Former premier Bakhtiar plots post-Khomeini future for Iran

Iran's former prime minister, Shahpour Bakhtiar, now in exile here has charged the United States with systematically discouraging initiatives by a number of countries aimed at unseating Ayatollah Khomeini, IRan's most influential leader.

Mr. Bakhtiar refused to name the countries concerned, beyond saying that they were "from the region, some of our neighbors."

"Washington feared that to touch Khomeini might have meant endangering the hostages," he said. "In so doing, President Carter forgot 36 million other hostages -- the Iranian people -- and contributed to the disaster that my country is today."

Mr. Bakhtiar, who was the last prime minister under the Shah and is the present Tehran regime's foremost enemy, stated in an interview that the US, by trying to compromise from the beginning with Ayatollah Khomeini, helped to destabilize the whole region.

President Carter, he said, was assisted in this task by the French, West German, and British Broadcasting Corporation doing a particularly good job in building up the Ayatollah.

Mr. Bakhtiar, who lives in a villa outside Paris guarded by permanent units of riot police, feels that Khomeini's rise to power was inevitable in the circumstances prevailing in Iran a year and a half ago -- but that his remaining in power for so long was not inevitable.

"When I was prime minister, the Americans at first supported my government, but after two or three weeks they began flirting with Khomeini. They were undecided about what to do, they changed opinions and tactics repeatedly, and in moments like those, hesitation is disastrous."

One US decision that was damaging was to insist that the Iranian Army stay neutral, Mr. Bakhtiar believes.

This decision has led to the Army's collapse and disintegration. Had the Army remained intact, Khomeini would have been forced to compromise," he said.

The exiled Iranian leader feels that President Carter was right in trying at first to free the hostages by all legal means, but once this proved futile, he believes the President should have ordered a rescue misson at once. To have done so six months later was a waste.

"It was then too late," he said, "and the whole thing was badly organized. I know what went on in Iran. One day I shall tell the whole story, but the moment has not yet come."

In his struggle to get rid of Ayatollah Khomeini, Mr. Bakhtiar said he is ready to wever. He worked hand in hand with the Iraqis, and a radio station he controls still broadcasts from Iraqi soil. But he is not ready to yield a square inch of Iranian soil to a foreign power.

Iraq, he feels, took advantage of the anarchy and chaos prevailing in Iran to go to war. If Khomeini had respected the Army, allowed the economy to develop, and resisted the temptation of exporting his "revolution" abroad, Baghdad would not have dared to attack.

"The law of the jungle is over: Iraq will have to go," he said.

stated that a main task of a new provisional government in Iran will be to convene a constituent assembly to revise the present Constitution. He put it this way:

"The people will have to decide whether they want a republic or a monarchy, but, moswhat kind of monarchy.

"We have no use for a republc of the kind that exists in some Latin American countries nor for an absolute monarchy such as Iran knew under the late Shah.

Personally, I am not against the monarchy, provided it is like in Great Britain -- above politics and respected. A monarchy like in Sweden or Belguim? Why not? But it will do no good for the royal family to return to Iran before a long time, if ever."

Mr. Bakhtiar views the late Shah's twin sister, Princess Ashraf, as merely a publicity seeker. And her daughter, Princess Azadeh Chafik, as an Egyptian citizen who has no right to meddle in Iranian affairs. But he considers the Shah's widow, Empress Farah, as more intelligent and balanced -- and as quite happy to accept a constitutional monarchy for Iran.

Politically, Mr. Bakhtiar believes that because of its culture and traditions the Iran of the future will be oriented toward the West. Its foreign relations, however, will be inspired by the strictest nonalignent.

"We shall ask the United States," he said, "no longer to meddle in our internal affairs. We propose to be friendly to, but equally distant from, the two superpowers."

The task of rebuilding Iran after the fall of "that satanic, ignoble individual named Khomeini and hateful mullahs" will be immense and require all the energies and determination of a provisional government.

The economy, he said, is in shambles. The Army has virtually disintegrated. Many of the people who a year and a half ago believed in Khomeini as a savior from the tyrannical regime of the Shah have lost their illusions. The elite Iranians either have been silenced or have escaped abroad, many going to France and 300,000 to the United States, he asserted.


* Work instructions:
Counting only lines that contain "values", how many are there in the records below? Give the figure alone.

* Stored data:
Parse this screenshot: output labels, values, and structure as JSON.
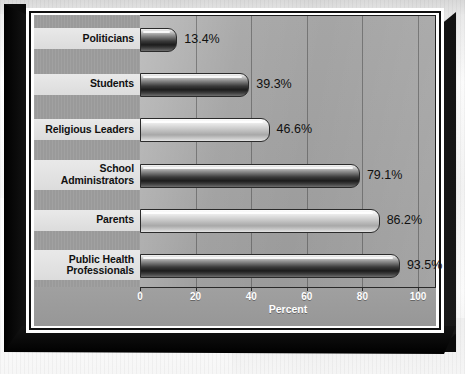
{
  "chart_data": {
    "type": "bar",
    "orientation": "horizontal",
    "title": "",
    "xlabel": "Percent",
    "ylabel": "",
    "xlim": [
      0,
      100
    ],
    "xticks": [
      0,
      20,
      40,
      60,
      80,
      100
    ],
    "xtick_labels": [
      "0",
      "20",
      "40",
      "60",
      "80",
      "100"
    ],
    "grid": true,
    "grid_axis": "x",
    "legend": false,
    "categories": [
      "Politicians",
      "Students",
      "Religious Leaders",
      "School\nAdministrators",
      "Parents",
      "Public Health\nProfessionals"
    ],
    "values": [
      13.4,
      39.3,
      46.6,
      79.1,
      86.2,
      93.5
    ],
    "value_labels": [
      "13.4%",
      "39.3%",
      "46.6%",
      "79.1%",
      "86.2%",
      "93.5%"
    ],
    "bar_shading": [
      "dark",
      "dark",
      "light",
      "dark",
      "light",
      "dark"
    ]
  },
  "axis": {
    "x_title": "Percent",
    "ticks": [
      "0",
      "20",
      "40",
      "60",
      "80",
      "100"
    ]
  },
  "colors": {
    "plate": "#9d9d9d",
    "label_row": "#e2e2e2",
    "plot_bg": "#a0a0a0",
    "frame": "#0b0b0b",
    "card_border": "#ffffff",
    "tick_text": "#ffffff",
    "value_text": "#101010",
    "label_text": "#111111",
    "gridline": "#3c3c3c"
  }
}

* Result below:
2